Andrew Jack specializes in Windsor chairs and has been making them for almost 20 years.

He recently opened a workshop at 292 South Main St. as a space for people to see his work and learn how to do it.

"This is sort of the next, or latest iteration of a business that I've kind of been limping along for a little while," he said. "I make Windsor chairs from scratch, and this is an effort to have a little bit more of a public-facing space, where people can see the chairs, talk about options, talking about commissions.

"I also am using it as a space to teach workshops, which for the last 10 years or so I've been trying to do out of my own personal workshop at home."

Jack graduated in 2008 from State University of New York at Purchase, and later met woodworker Curtis Buchanan, who inspired him.

"Right after I finished there, I was feeling a little lost. I wasn't sure how to make the next steps and afford a workspace. And the machine tooling that I was used to using in school." he said, "Right after I graduated, I crossed paths with a guy named Curtis Buchanan, and he was demonstrating making really refined Windsor chairs with not much more than some some flea market tools, and I saw that as a great, low overhead way to keep working with wood."

Jack moved into his workshop last month with help from his wife. He is renting the space from the owners of Magic Flute, who he says have been wonderful to work with.

"My wife actually noticed the 'for rent' sign out by the road, and she made the initial call to just see if we get some more information," he said. "It wasn't on my radar, because it felt like kind of a big leap, and sometimes that's how it's been in my life, where I just need other people to believe in me more than I do to, you know, really pull the trigger."

Jack does commissions and while most of his work is Windsor chairs, he also builds desks and tables, and does spoon carving. 

Windsor chairs are different because of the way their backs are attached into the seat instead of being a continuous leg and back frame.

"A lot of the designs that I make are on the traditional side, but I do some contemporary stuff as well.
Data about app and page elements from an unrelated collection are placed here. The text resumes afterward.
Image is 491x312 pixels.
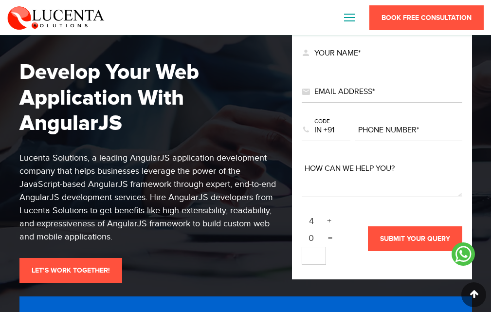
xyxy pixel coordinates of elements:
[380,235,450,243] span: SUBMIT YOUR QUERY
[32,266,110,274] span: Let’s Work Together!
[19,60,277,137] h1: Develop Your Web Application With AngularJS
[7,5,105,30] img: Lucenta Solutions
[323,231,337,246] span: =
[323,214,335,229] span: +
[369,5,484,30] a: Book Free Consultation
[382,14,472,22] span: Book Free Consultation
[19,151,277,243] div: Lucenta Solutions, a leading AngularJS application development company that helps businesses leve...
[368,226,462,251] button: SUBMIT YOUR QUERY
[19,258,122,283] a: Let’s Work Together!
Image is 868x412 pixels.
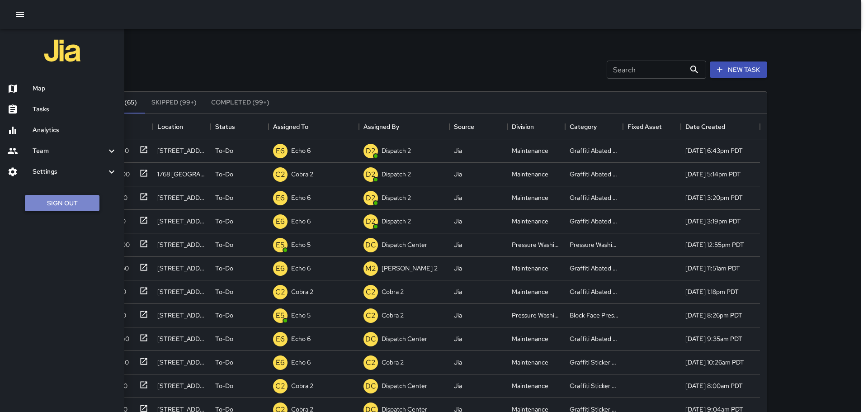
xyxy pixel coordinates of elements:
button: Sign Out [25,195,100,212]
h6: Settings [33,167,106,177]
h6: Analytics [33,125,117,135]
h6: Team [33,146,106,156]
h6: Map [33,84,117,94]
h6: Tasks [33,104,117,114]
img: jia-logo [44,33,80,69]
And so usually the legs are turned on a lathe and they have sort of a fancy baluster look to them, or they could be much more simple," he said. "But the solid seat that separates the undercarriage from the backrest and the arms and stuff is sort of one of the defining characteristics of a Windsor."

He hopes to help people learn the craft and says it's rewarding to see the finished product. In the future, he also hopes to host other instructors and add more designs for the workshop.

"The prime impact for the workshops is to give close instruction to people that are interested in working wood with hand tools or developing a new skill. Or seeing what's possible with proper guidance," Jack said. "Chairs are often considered some of the more difficult or complex woodworking endeavors, and maybe less so Windsor chairs, but there is a lot that goes into them, and being able to kind of demystify that, or guide people through the process is quite rewarding."

People can sign up for classes on his website; some classes are over a couple and others a couple of weekends.

"I offer a three-day class for, a much, much more simple, like perch, kind of stool, where most of the parts are kind of pre-made, and students can focus on the joinery that goes into it and the carving of the seat, again, all with hand tools. And then students will leave with their own chair," he said.

"The longer classes run similarly, although there's quite a bit more labor that goes into those. So I provide all the turned parts, legs and stretchers and posts and things, but students will do all the joinery and all the seat carving the assembly. And they'll split and shave and shape their own spindles, and any of the bent parts that go into the chair."

His gallery is open Wednesday through Sunday 10 a.m to 2 p.m., and Monday and Tuesday by appointment.